[What is expected]
An exact reproduction of the entries is needed. Keep all pictures out of it.

[Dataset entries]

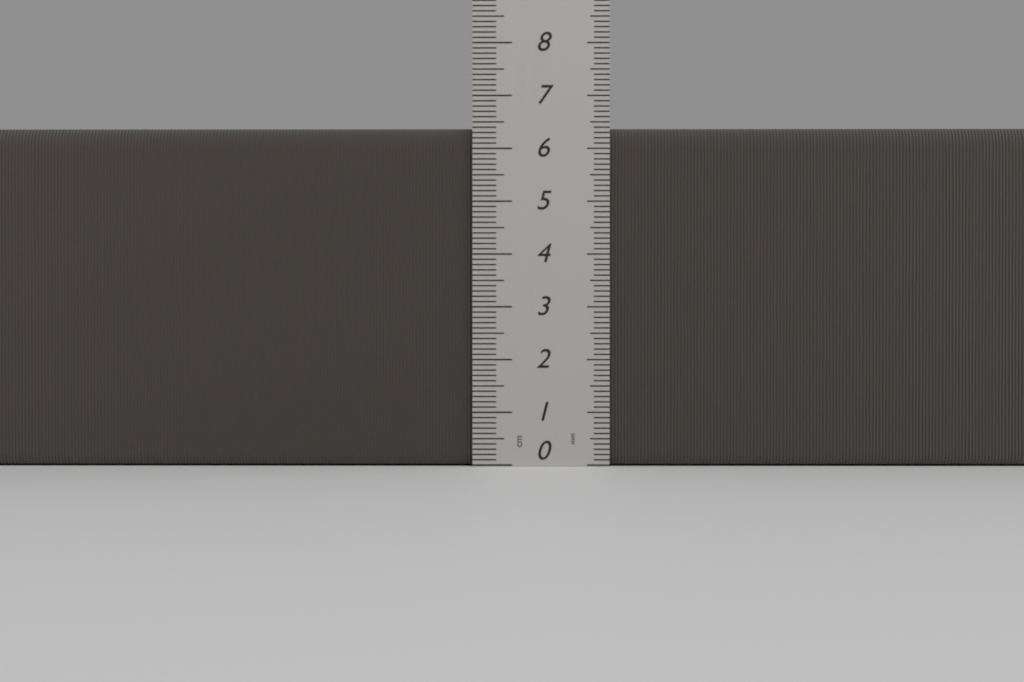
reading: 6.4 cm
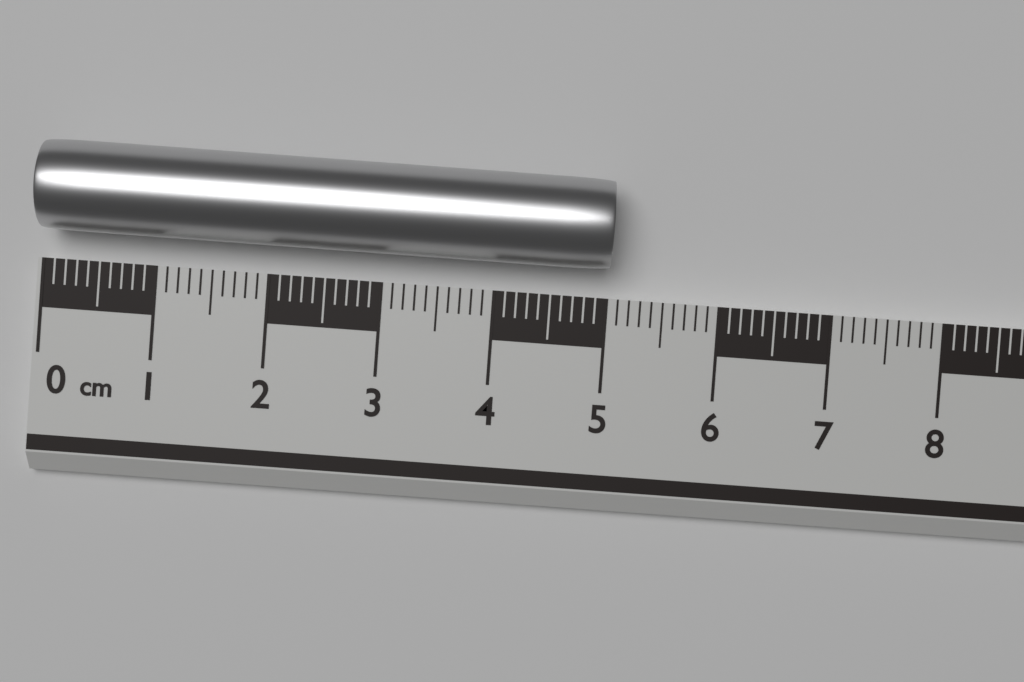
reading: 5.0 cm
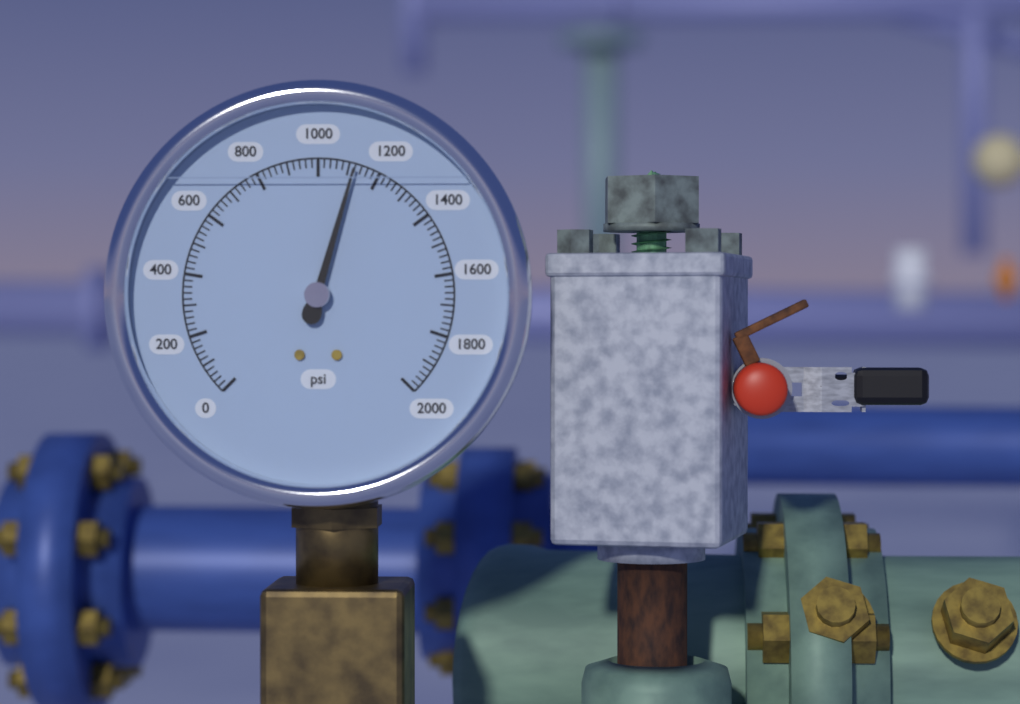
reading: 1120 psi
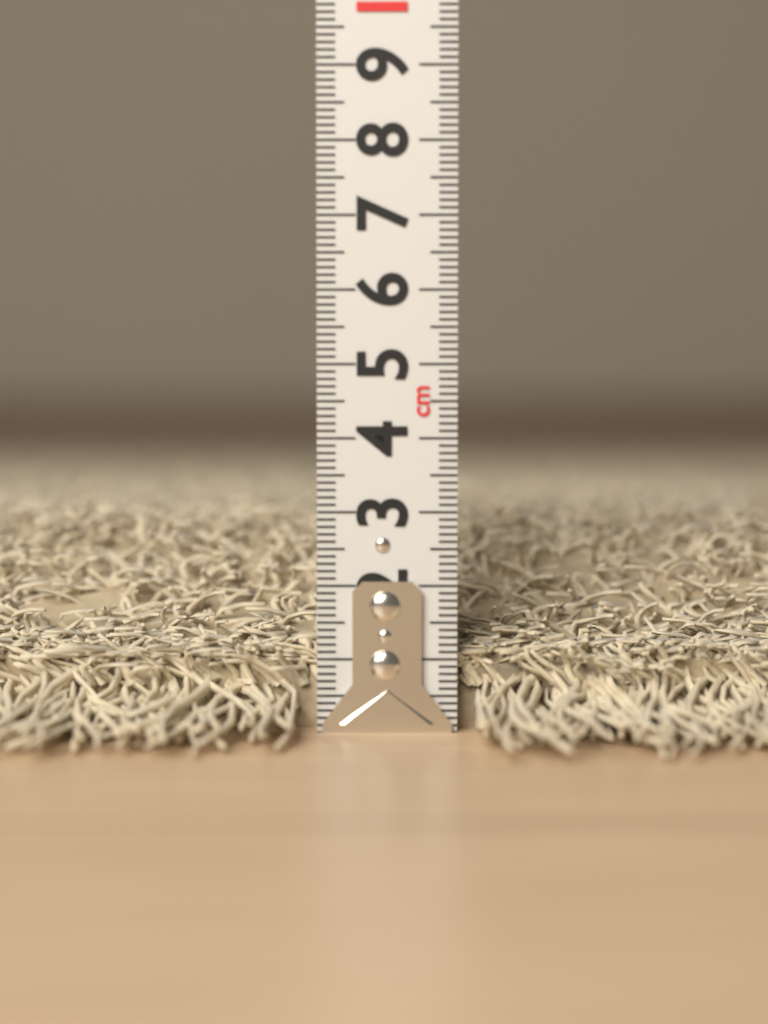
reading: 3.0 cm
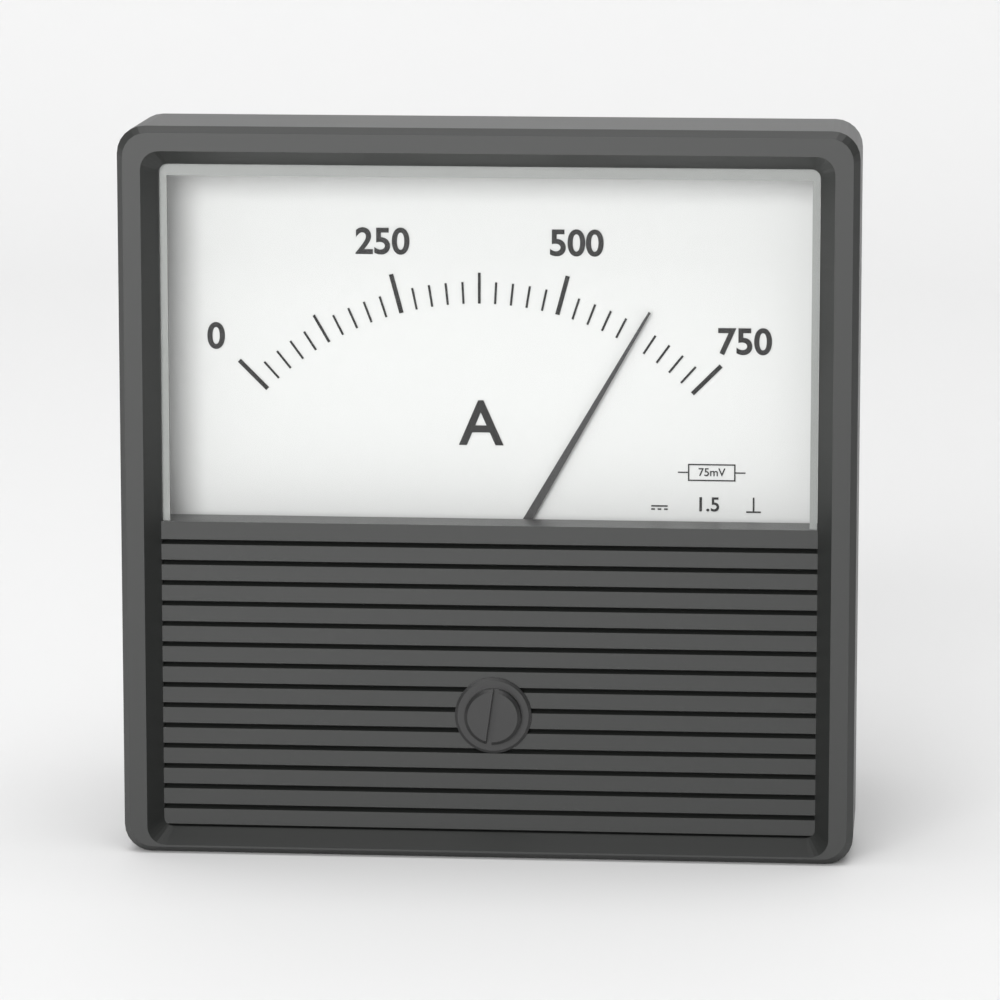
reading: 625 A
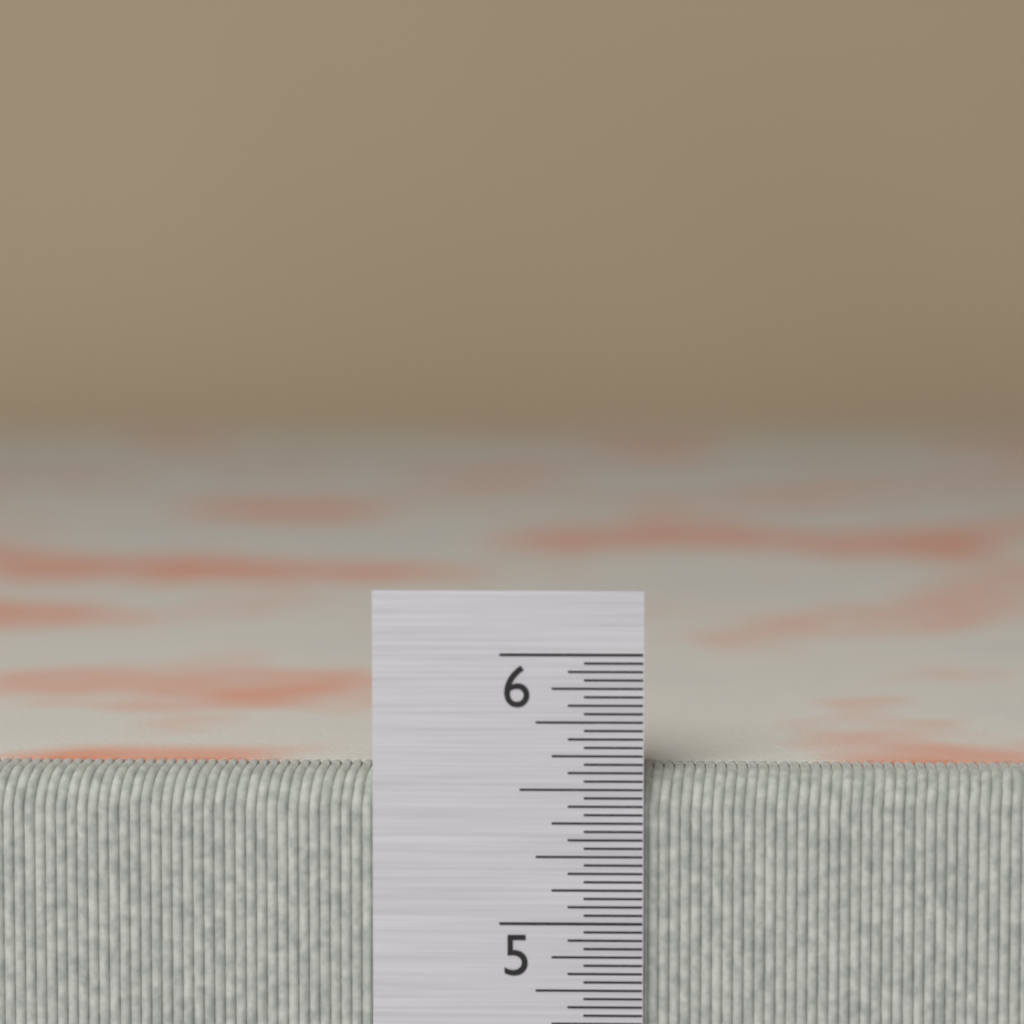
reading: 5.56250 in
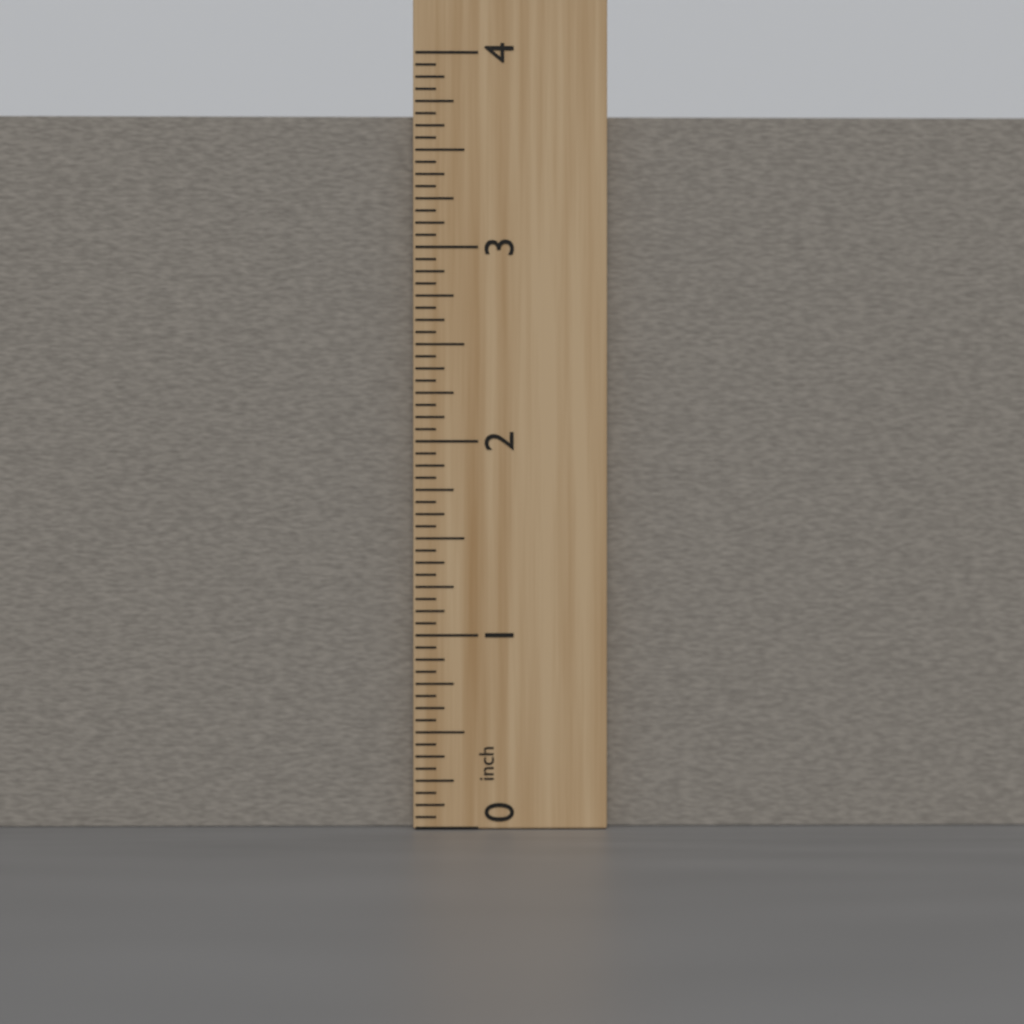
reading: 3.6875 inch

[Expected answer]
reading: 6.4 cm
reading: 5.0 cm
reading: 1120 psi
reading: 3.0 cm
reading: 625 A
reading: 5.56250 in
reading: 3.6875 inch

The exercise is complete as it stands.